I really like the Francophone Swiss director Alain Tanner, and I wish to see him recovered from his current oblivion. I originally saw some of his films in the 1970s, the only period when they were released in the US with English subtitles. They are long since out of circulation in the English-speaking world, but you can find some of them (even with subtitles) on youtube.
I just watched, for the first time in forty years, Tanner’s film JONAH WHO WILL BE 25 IN THE YEAR 2000; a film initially released in 1976, and co-written by Tanner with the British Marxist art critic and novelist John Berger. The film is about the aftermath of the failure of the political movements of the late 60s/early 70s; there’s an ensemble cast of men and women who are dealing with these failures in a variety of ways. You might say it is about forms of Western European subjectivity in the wake of massive disappointment, and about the ongoing negotiations between private lives and public hopes.
I was really curious to see how it would hold up after all this time — and the answer is, at least for me, that it holds up pretty well. It is certainly limited — we only see heterosexual white people of what might be called the educated working class. And the movie is filled with countercultural enthusiasms (from organic farming to Tantric sex) that today have none of the potentially radical charge they might have seemed to have then. But there is a certain feeling to the film, anticipatory with a certain degree of hope despite the bleakness of the present, that we would do well not to just cynically dismiss as would be nearly everyone’s first reaction today.
JONAH certainly will not be to everyone’s taste — I mean not even to the taste of many of my friends. You can say it is more than a bit sentimental, with an additional sentimentality that my mourning for the 1960s/70s brings to it. You can also note that it is sort of Godard-lite, playing metafictional games and employing Brechtian alienation effects — but comfortable in a way Godard himself never was. All in all, it can easily be said that the movie fails to be anywhere near as radical as it thinks itself to be; it certainly wears its humanist heart on its sleeve in a way that seems embarrassing in retrospect. I should note, for what it’s worth, that as early as 1983, Alain Badiou dismissed Tanner as a “petit-bourgeois” director, in whose films “personal moods, the sense of instability, and inner changes are erroneously placed at the heart of the movement of the times.” And Badiou is quite accurate in his evocation of what Tanner’s films are like, even if I value these modes, senses, and inner changes in a way Badiou evidently does not.
But for whatever good or bad reasons — and however much my feeling this way might merit Badiou’s contempt — I still find myself moved by Tanner’s vision. The movie’s title refers to a child born to one of the protagonist couples in the course of the film; the child is of course a source of hope, even in a time when we have suffered only defeat. The film ends with a scene showing the boy Jonah in 1980 (in the film’s future, but still far away from the new millennium toward which the film projects). Seeing this movie now, well past its expiration date, and noting how nothing the film yearned for has even remotely come to pass, the movie is something of a relic, in a strange way, as if it had projected a different post-1975 time line from the one that actually came to pass. And I treasure it for this. Today Jonah would be 41, and probably stuck in a soulless-yuppie job that he hated, but found impossible to escape.
It might be worth noting that Tanner and Berger are both still alive — Tanner is 86, and Berger is 89. I wonder what they would say about their film today.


Every line below that has "Upgrade" in it should be copied.

GIVEN DATA:
■ ■ ■
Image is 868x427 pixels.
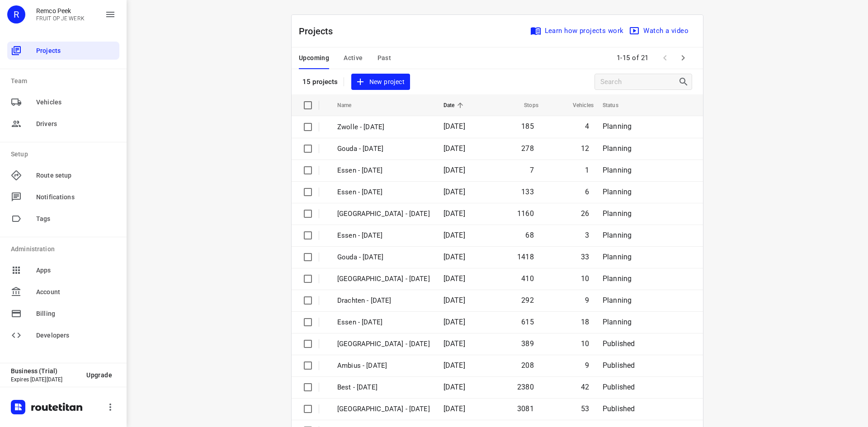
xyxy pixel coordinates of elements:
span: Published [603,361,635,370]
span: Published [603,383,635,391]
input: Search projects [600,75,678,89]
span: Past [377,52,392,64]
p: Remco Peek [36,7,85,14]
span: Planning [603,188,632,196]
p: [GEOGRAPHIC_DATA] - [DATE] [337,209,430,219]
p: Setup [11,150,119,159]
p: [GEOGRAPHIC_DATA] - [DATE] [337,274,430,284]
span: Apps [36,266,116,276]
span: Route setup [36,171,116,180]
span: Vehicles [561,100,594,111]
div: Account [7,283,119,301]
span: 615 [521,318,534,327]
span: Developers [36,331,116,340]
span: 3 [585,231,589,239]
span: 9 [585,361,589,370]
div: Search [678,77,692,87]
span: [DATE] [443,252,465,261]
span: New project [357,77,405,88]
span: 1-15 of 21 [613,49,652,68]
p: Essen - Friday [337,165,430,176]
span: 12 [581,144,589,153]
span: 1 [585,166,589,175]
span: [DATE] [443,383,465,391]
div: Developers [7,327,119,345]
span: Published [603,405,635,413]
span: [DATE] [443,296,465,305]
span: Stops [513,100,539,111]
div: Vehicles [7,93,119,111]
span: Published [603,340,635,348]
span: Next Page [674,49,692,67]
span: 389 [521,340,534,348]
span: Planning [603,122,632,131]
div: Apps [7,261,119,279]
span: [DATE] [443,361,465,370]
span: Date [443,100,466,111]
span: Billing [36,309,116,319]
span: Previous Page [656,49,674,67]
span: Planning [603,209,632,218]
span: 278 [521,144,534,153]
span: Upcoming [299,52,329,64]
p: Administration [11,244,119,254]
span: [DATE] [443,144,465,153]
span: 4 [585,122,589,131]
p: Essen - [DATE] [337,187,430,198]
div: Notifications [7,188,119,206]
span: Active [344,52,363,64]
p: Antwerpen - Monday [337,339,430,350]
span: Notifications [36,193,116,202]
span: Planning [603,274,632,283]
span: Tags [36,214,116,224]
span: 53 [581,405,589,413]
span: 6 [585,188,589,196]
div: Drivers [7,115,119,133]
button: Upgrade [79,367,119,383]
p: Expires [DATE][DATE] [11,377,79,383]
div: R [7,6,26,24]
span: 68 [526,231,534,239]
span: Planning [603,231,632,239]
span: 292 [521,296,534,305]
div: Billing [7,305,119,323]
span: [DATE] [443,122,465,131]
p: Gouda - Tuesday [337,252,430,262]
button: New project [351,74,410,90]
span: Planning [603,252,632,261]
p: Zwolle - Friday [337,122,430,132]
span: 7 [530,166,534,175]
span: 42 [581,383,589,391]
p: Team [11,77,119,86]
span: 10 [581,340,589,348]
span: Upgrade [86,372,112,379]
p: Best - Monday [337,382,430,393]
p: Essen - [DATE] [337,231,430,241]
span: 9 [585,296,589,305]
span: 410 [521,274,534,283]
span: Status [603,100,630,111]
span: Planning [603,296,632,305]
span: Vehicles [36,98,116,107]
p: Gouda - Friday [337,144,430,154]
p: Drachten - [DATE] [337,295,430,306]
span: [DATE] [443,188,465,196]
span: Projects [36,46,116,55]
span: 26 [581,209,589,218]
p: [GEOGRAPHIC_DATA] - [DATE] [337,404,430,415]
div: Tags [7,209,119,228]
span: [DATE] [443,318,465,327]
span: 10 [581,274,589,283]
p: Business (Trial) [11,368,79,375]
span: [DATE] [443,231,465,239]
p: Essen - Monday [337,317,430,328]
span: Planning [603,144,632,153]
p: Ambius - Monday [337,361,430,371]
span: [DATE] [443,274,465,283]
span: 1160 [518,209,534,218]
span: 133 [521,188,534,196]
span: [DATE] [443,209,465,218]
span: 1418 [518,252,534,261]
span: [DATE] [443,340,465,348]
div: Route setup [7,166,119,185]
■ ■ ■
RESPONSE BOX:
button: Upgrade [79,367,119,383]
span: Upgrade [86,372,112,379]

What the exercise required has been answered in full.